Spain confirms multi-million dollar bomb sales to Saudi Arabia in dramatic U-turn

Despite clamour from rights groups, Spain's FM confirmed the sale of 400 laser-guided bombs to Saudi Arabia will go ahead to honour a deal struck under the previous administration.
2 min read
13 September, 2018
Spain's FM Josep Borrell confirmed the weapons sale on Spanish radio [Getty]
Spain will go ahead with the delivery of 400 laser-guided bombs to Saudi Arabia, despite concerns over the kingdom's leading role in the bloody conflict in Yemen, Foreign Minister Josep Borrell said on Thursday.

"In the end, the decision is to deliver these bombs to honour a contract dating from 2015, and was made by the previous government," Borrell said on Spain's Onda Cero radio.

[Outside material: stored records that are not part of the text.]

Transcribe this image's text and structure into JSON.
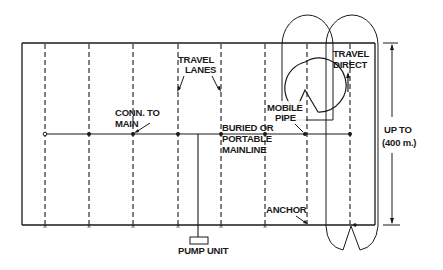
{
  "diagram": {
    "labels": {
      "travel_lanes_1": "TRAVEL",
      "travel_lanes_2": "LANES",
      "conn_main_1": "CONN. TO",
      "conn_main_2": "MAIN",
      "buried_1": "BURIED OR",
      "buried_2": "PORTABLE",
      "buried_3": "MAINLINE",
      "mobile_1": "MOBILE",
      "mobile_2": "PIPE",
      "travel_direct_1": "TRAVEL",
      "travel_direct_2": "DIRECT",
      "up_to_1": "UP TO",
      "up_to_2": "(400 m.)",
      "anchor": "ANCHOR",
      "pump": "PUMP UNIT"
    },
    "colors": {
      "ink": "#1a1a1a",
      "shade": "#a8a8a8",
      "background": "#ffffff"
    },
    "lanes_x": [
      45,
      89,
      133,
      178,
      221,
      265,
      307,
      350
    ],
    "mainline_y": 134
  }
}
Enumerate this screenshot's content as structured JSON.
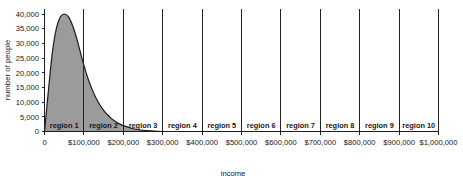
{
  "chart_data": {
    "type": "area",
    "title": "",
    "xlabel": "income",
    "ylabel": "number of people",
    "xlim": [
      0,
      1000000
    ],
    "ylim": [
      0,
      40000
    ],
    "grid": false,
    "legend": "none",
    "x_tick_labels": [
      "0",
      "$100,000",
      "$200,000",
      "$300,000",
      "$400,000",
      "$500,000",
      "$600,000",
      "$700,000",
      "$800,000",
      "$900,000",
      "$1,000,000"
    ],
    "x_tick_values": [
      0,
      100000,
      200000,
      300000,
      400000,
      500000,
      600000,
      700000,
      800000,
      900000,
      1000000
    ],
    "y_tick_labels": [
      "0",
      "5,000",
      "10,000",
      "15,000",
      "20,000",
      "25,000",
      "30,000",
      "35,000",
      "40,000"
    ],
    "y_tick_values": [
      0,
      5000,
      10000,
      15000,
      20000,
      25000,
      30000,
      35000,
      40000
    ],
    "series": [
      {
        "name": "number of people",
        "fill_color": "#9b9b9b",
        "line_color": "#1c1c1c",
        "x": [
          0,
          10000,
          20000,
          30000,
          40000,
          50000,
          60000,
          70000,
          80000,
          90000,
          100000,
          110000,
          120000,
          130000,
          140000,
          150000,
          160000,
          170000,
          180000,
          190000,
          200000,
          220000,
          240000,
          260000,
          280000,
          300000
        ],
        "values": [
          0,
          14000,
          27000,
          35000,
          39000,
          40000,
          39200,
          36500,
          32500,
          27500,
          22500,
          18200,
          14600,
          11600,
          9200,
          7200,
          5700,
          4400,
          3400,
          2600,
          2000,
          1100,
          600,
          300,
          120,
          0
        ]
      }
    ],
    "regions": [
      {
        "label": "region 1",
        "start": 0,
        "end": 100000
      },
      {
        "label": "region 2",
        "start": 100000,
        "end": 200000
      },
      {
        "label": "region 3",
        "start": 200000,
        "end": 300000
      },
      {
        "label": "region 4",
        "start": 300000,
        "end": 400000
      },
      {
        "label": "region 5",
        "start": 400000,
        "end": 500000
      },
      {
        "label": "region 6",
        "start": 500000,
        "end": 600000
      },
      {
        "label": "region 7",
        "start": 600000,
        "end": 700000
      },
      {
        "label": "region 8",
        "start": 700000,
        "end": 800000
      },
      {
        "label": "region 9",
        "start": 800000,
        "end": 900000
      },
      {
        "label": "region 10",
        "start": 900000,
        "end": 1000000
      }
    ]
  }
}
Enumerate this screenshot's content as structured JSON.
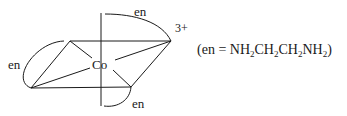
{
  "diagram": {
    "type": "octahedral-complex",
    "metal": "Co",
    "charge": "3+",
    "ligands": [
      {
        "label": "en",
        "position": "top"
      },
      {
        "label": "en",
        "position": "left"
      },
      {
        "label": "en",
        "position": "bottom"
      }
    ],
    "definition": {
      "open": "(",
      "ligand": "en",
      "equals": " = ",
      "formula_parts": [
        {
          "text": "NH",
          "sub": "2"
        },
        {
          "text": "CH",
          "sub": "2"
        },
        {
          "text": "CH",
          "sub": "2"
        },
        {
          "text": "NH",
          "sub": "2"
        }
      ],
      "close": ")"
    },
    "colors": {
      "ink": "#1a1a1a",
      "background": "#ffffff"
    }
  }
}
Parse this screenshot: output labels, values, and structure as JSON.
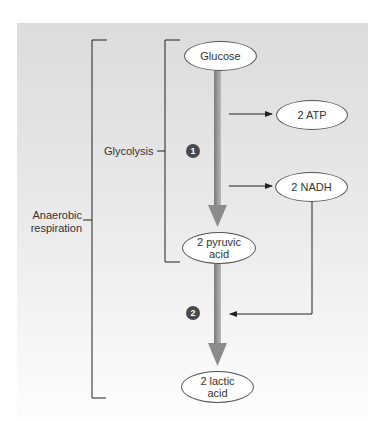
{
  "diagram": {
    "type": "flowchart",
    "brackets": {
      "outer": {
        "label": "Anaerobic respiration"
      },
      "inner": {
        "label": "Glycolysis"
      }
    },
    "nodes": {
      "glucose": {
        "label": "Glucose"
      },
      "atp": {
        "label": "2 ATP"
      },
      "nadh": {
        "label": "2 NADH"
      },
      "pyruvic": {
        "line1": "2 pyruvic",
        "line2": "acid"
      },
      "lactic": {
        "line1": "2 lactic",
        "line2": "acid"
      }
    },
    "steps": [
      {
        "number": "1"
      },
      {
        "number": "2"
      }
    ],
    "edges": [
      {
        "from": "Glucose",
        "to": "2 pyruvic acid",
        "style": "thick-gray-arrow"
      },
      {
        "from": "glycolysis",
        "to": "2 ATP",
        "style": "thin-arrow"
      },
      {
        "from": "glycolysis",
        "to": "2 NADH",
        "style": "thin-arrow"
      },
      {
        "from": "2 pyruvic acid",
        "to": "2 lactic acid",
        "style": "thick-gray-arrow"
      },
      {
        "from": "2 NADH",
        "to": "step 2",
        "style": "thin-elbow-arrow"
      }
    ],
    "colors": {
      "panel_top": "#dcdcdc",
      "panel_bottom": "#fdfdfd",
      "main_arrow": "#8c8c8c",
      "lines": "#222222",
      "step_badge": "#4a4a4a"
    }
  }
}
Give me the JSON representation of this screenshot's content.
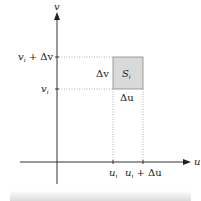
{
  "diagram": {
    "axes": {
      "v_axis_label": "v",
      "u_axis_label": "u"
    },
    "ticks": {
      "v_top": "v",
      "v_top_sub": "i",
      "v_top_suffix": " + Δv",
      "v_bottom": "v",
      "v_bottom_sub": "i",
      "u_left": "u",
      "u_left_sub": "i",
      "u_right": "u",
      "u_right_sub": "i",
      "u_right_suffix": " + Δu"
    },
    "region": {
      "label": "S",
      "label_sub": "i",
      "width_label": "Δu",
      "height_label": "Δv",
      "fill": "#d9d9d9",
      "stroke": "#888888"
    },
    "colors": {
      "axis": "#333333",
      "dotted": "#999999"
    }
  }
}
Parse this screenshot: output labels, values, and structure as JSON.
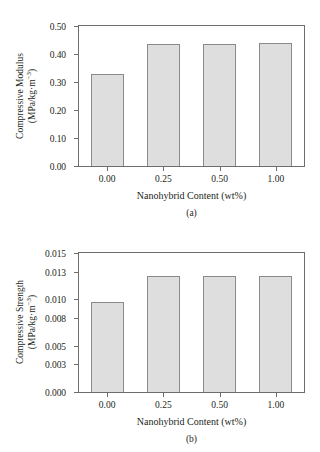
{
  "chart_data": [
    {
      "type": "bar",
      "panel": "(a)",
      "title": "",
      "categories": [
        "0.00",
        "0.25",
        "0.50",
        "1.00"
      ],
      "values": [
        0.33,
        0.437,
        0.435,
        0.44
      ],
      "xlabel": "Nanohybrid Content (wt%)",
      "ylabel_line1": "Compressive Modulus",
      "ylabel_line2": "(MPa/kg·m",
      "ylabel_line2_sup": "−3",
      "ylabel_line2_end": ")",
      "ylim": [
        0.0,
        0.5
      ],
      "yticks": [
        "0.00",
        "0.10",
        "0.20",
        "0.30",
        "0.40",
        "0.50"
      ],
      "ytick_values": [
        0.0,
        0.1,
        0.2,
        0.3,
        0.4,
        0.5
      ],
      "grid": false,
      "legend": null
    },
    {
      "type": "bar",
      "panel": "(b)",
      "title": "",
      "categories": [
        "0.00",
        "0.25",
        "0.50",
        "1.00"
      ],
      "values": [
        0.0097,
        0.0125,
        0.0125,
        0.0125
      ],
      "xlabel": "Nanohybrid Content (wt%)",
      "ylabel_line1": "Compressive Strength",
      "ylabel_line2": "(MPa/kg·m",
      "ylabel_line2_sup": "−3",
      "ylabel_line2_end": ")",
      "ylim": [
        0.0,
        0.015
      ],
      "yticks": [
        "0.000",
        "0.003",
        "0.005",
        "0.008",
        "0.010",
        "0.013",
        "0.015"
      ],
      "ytick_values": [
        0.0,
        0.003,
        0.005,
        0.008,
        0.01,
        0.013,
        0.015
      ],
      "grid": false,
      "legend": null
    }
  ],
  "style": {
    "bar_fill": "#dedede",
    "bar_stroke": "#8a8a8a",
    "axis_color": "#6d6d6d",
    "text_color": "#231f20",
    "background": "#ffffff"
  }
}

Spain has come under fire from rights groups including Amnesty International for being one of the biggest exporters of arms to Saudi Arabia. The war in Yemen, in which the Saudi-led coalition has carried out many devastating attacks, is thought to have killed more than 10,000 people and left 8.4 million on the brink of famine.

The move is a dramatic turnaround from the government who announced a week ago that it would block delivery of the weapons - for which longtime ally Riyadh has already paid 9.2 million euros ($10.7 million).

The announcement came after an airstrike in August on a crowded market in part of northern Yemen held by Houthi rebels that killed 40 schoolchildren.

However Spain's Defence Minister Margarito Robles mooted a U-turn on the arms deal on Monday.

Asked Wednesday about criticism from humanitarian groups over the deadly bombs, Borrell said they had "extraordinary precision of less than a metre (yard)" and did not cause collateral damage.

“This kind of weapon does not produce the same sort of bombing as less sophisticated weapons, launched a bit randomly, that create the sort of tragedy that we have all condemned,” he said.

Cancellation of the deal would jeopardise a much larger order for five Corvette warships worth 1.8 billion euros, to be built by Spain's Navantia shipyard in the southern region of Andalusia, with thousands of jobs at stake.

Workers in the region, a stronghold of the ruling Socialist Party, have staged demonstrations pressing for the deal to go ahead. A socialist government took power in Spain in June.

More than 10,000 people have been killed in Yemen since Saudi Arabia, the United Arab Emirates and other allies intervened in 2015 after Houthi rebels ousted the government from the capital Sanaa and seized swathes of the country.

Agencies contributed to this report.